[WORK TASK] When you reach the records, transcribe all of them exactly.

*** DATA LISTING

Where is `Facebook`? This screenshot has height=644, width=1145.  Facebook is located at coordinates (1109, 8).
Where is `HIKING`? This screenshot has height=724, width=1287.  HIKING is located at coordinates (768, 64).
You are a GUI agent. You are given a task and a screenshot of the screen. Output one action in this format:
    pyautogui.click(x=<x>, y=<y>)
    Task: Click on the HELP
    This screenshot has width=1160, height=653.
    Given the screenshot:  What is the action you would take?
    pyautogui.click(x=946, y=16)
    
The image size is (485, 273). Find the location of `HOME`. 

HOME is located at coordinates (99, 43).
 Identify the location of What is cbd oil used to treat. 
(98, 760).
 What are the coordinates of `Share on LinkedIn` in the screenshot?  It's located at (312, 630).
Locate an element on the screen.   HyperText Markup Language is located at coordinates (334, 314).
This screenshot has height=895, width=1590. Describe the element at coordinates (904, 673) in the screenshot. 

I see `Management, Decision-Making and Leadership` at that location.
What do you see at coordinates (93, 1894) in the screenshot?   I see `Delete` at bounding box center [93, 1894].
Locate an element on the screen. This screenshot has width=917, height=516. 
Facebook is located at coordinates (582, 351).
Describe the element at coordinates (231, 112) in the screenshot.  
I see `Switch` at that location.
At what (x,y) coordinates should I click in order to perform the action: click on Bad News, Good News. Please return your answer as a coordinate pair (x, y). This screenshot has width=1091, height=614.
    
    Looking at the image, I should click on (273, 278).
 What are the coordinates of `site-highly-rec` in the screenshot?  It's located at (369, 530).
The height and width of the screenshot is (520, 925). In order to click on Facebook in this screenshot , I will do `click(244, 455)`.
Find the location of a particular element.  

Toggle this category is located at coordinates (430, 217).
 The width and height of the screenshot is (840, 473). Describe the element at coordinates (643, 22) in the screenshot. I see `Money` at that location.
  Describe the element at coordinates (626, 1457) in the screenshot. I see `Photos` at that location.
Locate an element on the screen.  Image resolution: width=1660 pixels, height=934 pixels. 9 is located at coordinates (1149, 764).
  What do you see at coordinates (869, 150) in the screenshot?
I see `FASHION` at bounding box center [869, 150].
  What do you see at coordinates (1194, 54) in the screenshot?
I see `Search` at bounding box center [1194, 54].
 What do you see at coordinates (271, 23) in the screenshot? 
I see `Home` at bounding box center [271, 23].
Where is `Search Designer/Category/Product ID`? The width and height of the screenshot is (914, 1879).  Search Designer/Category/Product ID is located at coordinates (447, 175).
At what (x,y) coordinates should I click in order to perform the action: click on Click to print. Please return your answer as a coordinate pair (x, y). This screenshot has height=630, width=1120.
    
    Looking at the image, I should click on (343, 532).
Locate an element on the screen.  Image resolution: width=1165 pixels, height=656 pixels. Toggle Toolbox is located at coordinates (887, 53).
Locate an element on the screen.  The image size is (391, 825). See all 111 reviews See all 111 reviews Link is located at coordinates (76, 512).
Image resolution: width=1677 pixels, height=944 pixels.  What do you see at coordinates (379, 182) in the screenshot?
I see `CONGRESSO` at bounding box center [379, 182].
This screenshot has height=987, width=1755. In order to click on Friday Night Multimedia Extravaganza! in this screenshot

******

[SOLUTION]
Where is `Facebook`? This screenshot has height=644, width=1145.  Facebook is located at coordinates (1109, 8).
Where is `HIKING`? This screenshot has height=724, width=1287.  HIKING is located at coordinates (768, 64).
You are a GUI agent. You are given a task and a screenshot of the screen. Output one action in this format:
    pyautogui.click(x=<x>, y=<y>)
    Task: Click on the HELP
    This screenshot has width=1160, height=653.
    Given the screenshot:  What is the action you would take?
    pyautogui.click(x=946, y=16)
    
The image size is (485, 273). Find the location of `HOME`. 

HOME is located at coordinates (99, 43).
 Identify the location of What is cbd oil used to treat. 
(98, 760).
 What are the coordinates of `Share on LinkedIn` in the screenshot?  It's located at (312, 630).
Locate an element on the screen.   HyperText Markup Language is located at coordinates (334, 314).
This screenshot has height=895, width=1590. Describe the element at coordinates (904, 673) in the screenshot. 

I see `Management, Decision-Making and Leadership` at that location.
What do you see at coordinates (93, 1894) in the screenshot?   I see `Delete` at bounding box center [93, 1894].
Locate an element on the screen. This screenshot has width=917, height=516. 
Facebook is located at coordinates (582, 351).
Describe the element at coordinates (231, 112) in the screenshot.  
I see `Switch` at that location.
At what (x,y) coordinates should I click in order to perform the action: click on Bad News, Good News. Please return your answer as a coordinate pair (x, y). This screenshot has width=1091, height=614.
    
    Looking at the image, I should click on (273, 278).
 What are the coordinates of `site-highly-rec` in the screenshot?  It's located at (369, 530).
The height and width of the screenshot is (520, 925). In order to click on Facebook in this screenshot , I will do `click(244, 455)`.
Find the location of a particular element.  

Toggle this category is located at coordinates (430, 217).
 The width and height of the screenshot is (840, 473). Describe the element at coordinates (643, 22) in the screenshot. I see `Money` at that location.
  Describe the element at coordinates (626, 1457) in the screenshot. I see `Photos` at that location.
Locate an element on the screen.  Image resolution: width=1660 pixels, height=934 pixels. 9 is located at coordinates (1149, 764).
  What do you see at coordinates (869, 150) in the screenshot?
I see `FASHION` at bounding box center [869, 150].
  What do you see at coordinates (1194, 54) in the screenshot?
I see `Search` at bounding box center [1194, 54].
 What do you see at coordinates (271, 23) in the screenshot? 
I see `Home` at bounding box center [271, 23].
Where is `Search Designer/Category/Product ID`? The width and height of the screenshot is (914, 1879).  Search Designer/Category/Product ID is located at coordinates (447, 175).
At what (x,y) coordinates should I click in order to perform the action: click on Click to print. Please return your answer as a coordinate pair (x, y). This screenshot has height=630, width=1120.
    
    Looking at the image, I should click on (343, 532).
Locate an element on the screen.  Image resolution: width=1165 pixels, height=656 pixels. Toggle Toolbox is located at coordinates (887, 53).
Locate an element on the screen.  The image size is (391, 825). See all 111 reviews See all 111 reviews Link is located at coordinates (76, 512).
Image resolution: width=1677 pixels, height=944 pixels.  What do you see at coordinates (379, 182) in the screenshot?
I see `CONGRESSO` at bounding box center [379, 182].
This screenshot has height=987, width=1755. In order to click on Friday Night Multimedia Extravaganza! in this screenshot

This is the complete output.